Fleeing from the Earth which has been ravaged by Dragons, le Flambeur has lost his Oortian warrior companion Mieli and her ship Perhonen has been destroyed, but in his company is a rescued gogol of Matjek Chen, a copy of one of the Sobornost Founders as a four year old boy who already displays the skill, determination and conceptual reach of his adult self but with a child’s impatience and impetuous refusal to listen or obey.

His attempts to locate Mielmielii frustrated by deliberate corruption of the datafeeds he is using to track her escape pod, le Flambeur contacts Isidore Beautrelet in the Oubliette on the surface of Mars in hopes that the security of that moving city has been harder for the Sobornost to circumvent. Described as a hybrid between technology and an art installation, memories encrypted in the petals of flowers grown in mechanical footprints in the Martian sand, Isidore succeeds in accessing the unaltered data but, as is his nature, ignores considerations of safety to continue his investigation.

Even as le Flambeur once sought clues to the pieces of his own identity which he had concealed in the exomemory to protect them, so does a revisitation to a key moment first recounted in The Fractal Prince bring new insight as the memories of Owl Boy are relived from a new perspective through Isidore’s eyes, holding the key which allows him to unlock the meaning behind the Spike, the singularity which destroyed Jupiter, a realisation which he cannot be permitted to divulge.

jeanThe enormous complexity of the book can be challenging; there are no incidental characters or insignificant events and everyone has a tangled backstory, allegiances and motivations, obvious and hidden, to be kept in mind. To attempt to read it without having first read the two preceding volumes would not be recommended, but while that knowledge is necessary it does not fully prepare the reader as the template has again evolved from the mystery novel to something much wider; the casting aside of a book of detective stories from the deck of a ship into the receding wake is more than symbolic.

With Rajaniemi having played this game for three books he is now ready for bigger fish, an early reference to neuroadaptive literature echoing his own recent research interests, though other allusions abound, from Fitzgerald and Fleming to Lewis and Lovecraft, le Flambeur attempting to sell a Verne gun bullet to the Gun Club Zoku, associates of the Nemo and Robur Societies, who beneath the surface of Iapetus hold weapons capable of violating the very fabric of spacetime.

isidoreThe recurrence in the book of one word is so frequent as to be unlikely to be accidental; “The universe is a game,” le Flambeur recounts to Founder Joséphine Pellegrini shortly before declaring “I’m tired of games,” deciding to rewrite the rules as he has so often done before.
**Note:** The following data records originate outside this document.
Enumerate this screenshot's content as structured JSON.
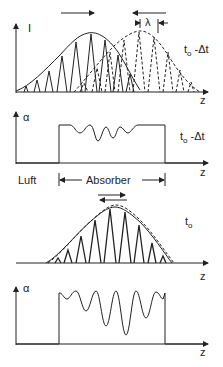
{
  "panels": [
    {
      "id": "intensity-t0-minus-dt",
      "y_label": "I",
      "x_label": "z",
      "time_label": "t",
      "time_sub": "o",
      "time_suffix": " -Δt",
      "wavelength_label": "λ"
    },
    {
      "id": "absorption-t0-minus-dt",
      "y_label": "α",
      "x_label": "z",
      "time_label": "t",
      "time_sub": "o",
      "time_suffix": " -Δt",
      "region_left_label": "Luft",
      "region_absorber_label": "Absorber"
    },
    {
      "id": "intensity-t0",
      "x_label": "z",
      "time_label": "t",
      "time_sub": "o"
    },
    {
      "id": "absorption-t0",
      "y_label": "α",
      "x_label": "z"
    }
  ],
  "colors": {
    "line": "#222222",
    "background": "#ffffff"
  }
}
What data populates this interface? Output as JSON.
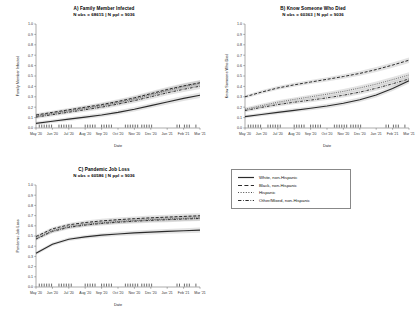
{
  "figure": {
    "xlabel": "Date",
    "x_tick_labels": [
      "May '20",
      "Jun '20",
      "Jul '20",
      "Aug '20",
      "Sep '20",
      "Oct '20",
      "Nov '20",
      "Dec '20",
      "Jan '21",
      "Feb '21",
      "Mar '21"
    ],
    "y_tick_labels": [
      "0.0",
      "0.1",
      "0.2",
      "0.3",
      "0.4",
      "0.5",
      "0.6",
      "0.7",
      "0.8",
      "0.9",
      "1.0"
    ],
    "legend": {
      "items": [
        {
          "label": "White, non-Hispanic",
          "style": "solid",
          "key": "white-non-hispanic"
        },
        {
          "label": "Black, non-Hispanic",
          "style": "dashed",
          "key": "black-non-hispanic"
        },
        {
          "label": "Hispanic",
          "style": "dotted",
          "key": "hispanic"
        },
        {
          "label": "Other/Mixed, non-Hispanic",
          "style": "dashdot",
          "key": "other-mixed-non-hispanic"
        }
      ]
    }
  },
  "chart_data": [
    {
      "type": "line",
      "panel": "A",
      "title": "A) Family Member Infected",
      "subtitle": "N obs = 68615 | N ppl = 9036",
      "xlabel": "Date",
      "ylabel": "Family Member Infected",
      "ylim": [
        0.0,
        1.0
      ],
      "xlim": [
        "May '20",
        "Mar '21"
      ],
      "grid": false,
      "x": [
        "May '20",
        "Jun '20",
        "Jul '20",
        "Aug '20",
        "Sep '20",
        "Oct '20",
        "Nov '20",
        "Dec '20",
        "Jan '21",
        "Feb '21",
        "Mar '21"
      ],
      "series": [
        {
          "name": "White, non-Hispanic",
          "style": "solid",
          "values": [
            0.045,
            0.065,
            0.085,
            0.105,
            0.125,
            0.15,
            0.18,
            0.215,
            0.25,
            0.285,
            0.315
          ]
        },
        {
          "name": "Black, non-Hispanic",
          "style": "dashed",
          "values": [
            0.125,
            0.15,
            0.175,
            0.2,
            0.225,
            0.255,
            0.29,
            0.33,
            0.37,
            0.405,
            0.435
          ]
        },
        {
          "name": "Hispanic",
          "style": "dotted",
          "values": [
            0.115,
            0.14,
            0.165,
            0.19,
            0.215,
            0.245,
            0.28,
            0.32,
            0.36,
            0.4,
            0.43
          ]
        },
        {
          "name": "Other/Mixed, non-Hispanic",
          "style": "dashdot",
          "values": [
            0.105,
            0.128,
            0.152,
            0.176,
            0.2,
            0.23,
            0.263,
            0.3,
            0.338,
            0.372,
            0.402
          ]
        }
      ]
    },
    {
      "type": "line",
      "panel": "B",
      "title": "B) Know Someone Who Died",
      "subtitle": "N obs = 60363 | N ppl = 9036",
      "xlabel": "Date",
      "ylabel": "Know Someone Who Died",
      "ylim": [
        0.0,
        1.0
      ],
      "xlim": [
        "May '20",
        "Mar '21"
      ],
      "grid": false,
      "x": [
        "May '20",
        "Jun '20",
        "Jul '20",
        "Aug '20",
        "Sep '20",
        "Oct '20",
        "Nov '20",
        "Dec '20",
        "Jan '21",
        "Feb '21",
        "Mar '21"
      ],
      "series": [
        {
          "name": "White, non-Hispanic",
          "style": "solid",
          "values": [
            0.11,
            0.13,
            0.15,
            0.17,
            0.19,
            0.212,
            0.238,
            0.272,
            0.318,
            0.38,
            0.455
          ]
        },
        {
          "name": "Black, non-Hispanic",
          "style": "dashed",
          "values": [
            0.3,
            0.345,
            0.385,
            0.415,
            0.442,
            0.468,
            0.495,
            0.525,
            0.562,
            0.605,
            0.652
          ]
        },
        {
          "name": "Hispanic",
          "style": "dotted",
          "values": [
            0.18,
            0.215,
            0.248,
            0.275,
            0.3,
            0.325,
            0.352,
            0.385,
            0.422,
            0.465,
            0.51
          ]
        },
        {
          "name": "Other/Mixed, non-Hispanic",
          "style": "dashdot",
          "values": [
            0.168,
            0.198,
            0.225,
            0.248,
            0.268,
            0.29,
            0.315,
            0.345,
            0.382,
            0.425,
            0.472
          ]
        }
      ]
    },
    {
      "type": "line",
      "panel": "C",
      "title": "C) Pandemic Job Loss",
      "subtitle": "N obs = 60586 | N ppl = 9036",
      "xlabel": "Date",
      "ylabel": "Pandemic Job Loss",
      "ylim": [
        0.0,
        1.0
      ],
      "xlim": [
        "May '20",
        "Mar '21"
      ],
      "grid": false,
      "x": [
        "May '20",
        "Jun '20",
        "Jul '20",
        "Aug '20",
        "Sep '20",
        "Oct '20",
        "Nov '20",
        "Dec '20",
        "Jan '21",
        "Feb '21",
        "Mar '21"
      ],
      "series": [
        {
          "name": "White, non-Hispanic",
          "style": "solid",
          "values": [
            0.33,
            0.42,
            0.468,
            0.492,
            0.508,
            0.52,
            0.53,
            0.538,
            0.545,
            0.552,
            0.558
          ]
        },
        {
          "name": "Black, non-Hispanic",
          "style": "dashed",
          "values": [
            0.495,
            0.57,
            0.61,
            0.632,
            0.648,
            0.66,
            0.67,
            0.678,
            0.685,
            0.692,
            0.698
          ]
        },
        {
          "name": "Hispanic",
          "style": "dotted",
          "values": [
            0.478,
            0.552,
            0.592,
            0.614,
            0.63,
            0.642,
            0.652,
            0.66,
            0.667,
            0.673,
            0.679
          ]
        },
        {
          "name": "Other/Mixed, non-Hispanic",
          "style": "dashdot",
          "values": [
            0.47,
            0.545,
            0.585,
            0.607,
            0.623,
            0.635,
            0.645,
            0.653,
            0.66,
            0.666,
            0.672
          ]
        }
      ]
    }
  ],
  "rug": {
    "positions": [
      0.02,
      0.035,
      0.05,
      0.065,
      0.08,
      0.095,
      0.14,
      0.155,
      0.17,
      0.185,
      0.2,
      0.215,
      0.3,
      0.315,
      0.33,
      0.345,
      0.36,
      0.4,
      0.415,
      0.43,
      0.445,
      0.46,
      0.545,
      0.56,
      0.575,
      0.59,
      0.605,
      0.62,
      0.645,
      0.66,
      0.675,
      0.69,
      0.705,
      0.86,
      0.875,
      0.905,
      0.92,
      0.935,
      0.975
    ]
  }
}
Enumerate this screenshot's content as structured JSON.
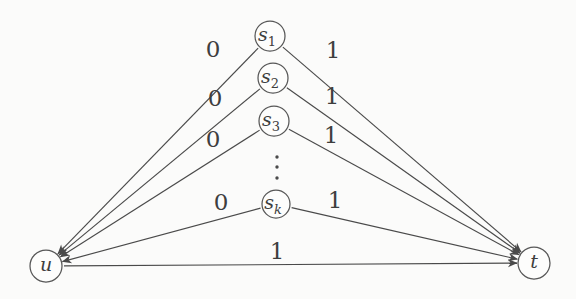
{
  "canvas": {
    "width": 576,
    "height": 299
  },
  "colors": {
    "background": "#fbfbfa",
    "line": "#4a4a4a",
    "text": "#3e3e3e",
    "node_fill": "#fdfdfc",
    "node_stroke": "#575757"
  },
  "diagram": {
    "nodes": [
      {
        "id": "s1",
        "base": "s",
        "sub": "1",
        "x": 270,
        "y": 36,
        "r": 15
      },
      {
        "id": "s2",
        "base": "s",
        "sub": "2",
        "x": 273,
        "y": 78,
        "r": 15
      },
      {
        "id": "s3",
        "base": "s",
        "sub": "3",
        "x": 274,
        "y": 121,
        "r": 15
      },
      {
        "id": "sk",
        "base": "s",
        "sub": "k",
        "x": 276,
        "y": 204,
        "r": 14
      },
      {
        "id": "u",
        "base": "u",
        "sub": "",
        "x": 46,
        "y": 266,
        "r": 16
      },
      {
        "id": "t",
        "base": "t",
        "sub": "",
        "x": 534,
        "y": 263,
        "r": 16
      }
    ],
    "edges": [
      {
        "from": "s1",
        "to": "u",
        "label": "0",
        "label_x": 213,
        "label_y": 49
      },
      {
        "from": "s1",
        "to": "t",
        "label": "1",
        "label_x": 333,
        "label_y": 50
      },
      {
        "from": "s2",
        "to": "u",
        "label": "0",
        "label_x": 215,
        "label_y": 98
      },
      {
        "from": "s2",
        "to": "t",
        "label": "1",
        "label_x": 332,
        "label_y": 96
      },
      {
        "from": "s3",
        "to": "u",
        "label": "0",
        "label_x": 213,
        "label_y": 139
      },
      {
        "from": "s3",
        "to": "t",
        "label": "1",
        "label_x": 331,
        "label_y": 135
      },
      {
        "from": "sk",
        "to": "u",
        "label": "0",
        "label_x": 221,
        "label_y": 202
      },
      {
        "from": "sk",
        "to": "t",
        "label": "1",
        "label_x": 335,
        "label_y": 200
      },
      {
        "from": "u",
        "to": "t",
        "label": "1",
        "label_x": 277,
        "label_y": 251
      }
    ],
    "ellipsis": {
      "x": 277,
      "dots_y": [
        157,
        167,
        178
      ],
      "dot_r": 1.7
    }
  }
}
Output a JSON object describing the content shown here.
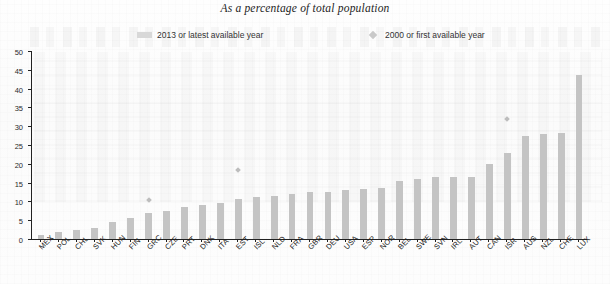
{
  "chart_data": {
    "type": "bar",
    "title": "As a percentage of total population",
    "xlabel": "",
    "ylabel": "",
    "ylim": [
      0,
      50
    ],
    "ytick_step": 5,
    "yticks": [
      0,
      5,
      10,
      15,
      20,
      25,
      30,
      35,
      40,
      45,
      50
    ],
    "grid": false,
    "legend_position": "top",
    "categories": [
      "MEX",
      "POL",
      "CHL",
      "SVK",
      "HUN",
      "FIN",
      "GRC",
      "CZE",
      "PRT",
      "DNK",
      "ITA",
      "EST",
      "ISL",
      "NLD",
      "FRA",
      "GBR",
      "DEU",
      "USA",
      "ESP",
      "NOR",
      "BEL",
      "SWE",
      "SVN",
      "IRL",
      "AUT",
      "CAN",
      "ISR",
      "AUS",
      "NZL",
      "CHE",
      "LUX"
    ],
    "series": [
      {
        "name": "2013 or latest available year",
        "type": "bar",
        "color": "#c4c4c4",
        "values": [
          1.0,
          1.9,
          2.4,
          3.0,
          4.5,
          5.6,
          7.0,
          7.5,
          8.4,
          9.0,
          9.5,
          10.6,
          11.1,
          11.5,
          12.0,
          12.4,
          12.6,
          13.1,
          13.4,
          13.5,
          15.5,
          16.0,
          16.4,
          16.5,
          16.6,
          20.0,
          22.9,
          27.4,
          28.0,
          28.3,
          43.5
        ]
      },
      {
        "name": "2000 or first available year",
        "type": "scatter",
        "color": "#bdbdbd",
        "marker": "diamond",
        "values": [
          null,
          null,
          null,
          null,
          null,
          null,
          10.4,
          null,
          null,
          null,
          null,
          18.4,
          null,
          null,
          null,
          null,
          null,
          null,
          null,
          null,
          null,
          null,
          null,
          null,
          null,
          null,
          31.8,
          null,
          null,
          null,
          null
        ]
      }
    ]
  },
  "legend": {
    "items": [
      {
        "label": "2013 or latest available year",
        "swatch": "bar-swatch"
      },
      {
        "label": "2000 or first available year",
        "swatch": "diamond-swatch"
      }
    ]
  }
}
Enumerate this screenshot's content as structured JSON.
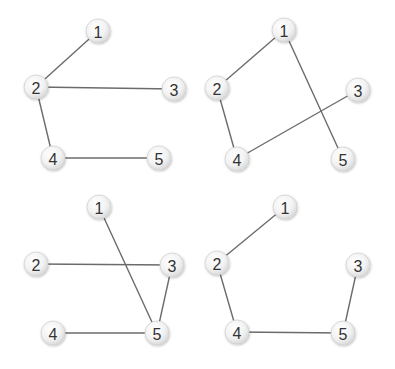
{
  "diagram": {
    "type": "graph-set",
    "panels": [
      {
        "id": "top-left",
        "nodes": [
          "1",
          "2",
          "3",
          "4",
          "5"
        ],
        "edges": [
          [
            "1",
            "2"
          ],
          [
            "2",
            "3"
          ],
          [
            "2",
            "4"
          ],
          [
            "4",
            "5"
          ]
        ]
      },
      {
        "id": "top-right",
        "nodes": [
          "1",
          "2",
          "3",
          "4",
          "5"
        ],
        "edges": [
          [
            "1",
            "2"
          ],
          [
            "1",
            "5"
          ],
          [
            "2",
            "4"
          ],
          [
            "3",
            "4"
          ]
        ]
      },
      {
        "id": "bottom-left",
        "nodes": [
          "1",
          "2",
          "3",
          "4",
          "5"
        ],
        "edges": [
          [
            "1",
            "5"
          ],
          [
            "2",
            "3"
          ],
          [
            "3",
            "5"
          ],
          [
            "4",
            "5"
          ]
        ]
      },
      {
        "id": "bottom-right",
        "nodes": [
          "1",
          "2",
          "3",
          "4",
          "5"
        ],
        "edges": [
          [
            "1",
            "2"
          ],
          [
            "2",
            "4"
          ],
          [
            "4",
            "5"
          ],
          [
            "3",
            "5"
          ]
        ]
      }
    ]
  }
}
The master of bluff and deception, walking into every situation with not an ace but half a virtual deck up his sleeve in case he should need to reformulate his plan half way through, the flamboyant le Flambeur is incisive in deciphering the masks and motives of others, his expertise, as Matjek bluntly puts it, because “You know so much about lying.”

But when he must quite literally find himself if he is to access primary command of his own ship Leblanc, it is truth which le Flambeur needs, but with questions raised about the very nature of causality, information released probing subatomic particles found to be encrypted, spacetime itself as a quantum computer, the implication that the whole of reality as perceived by the flower thief and his associates may be a simulation is disquieting but whether everything experienced in his company is real or not, the immediacy and audacity of Rajaniemi’s storytelling is undeniable: “You grip the katana lightly, like a calligraphers brush, and prepare to write your haiku of death.”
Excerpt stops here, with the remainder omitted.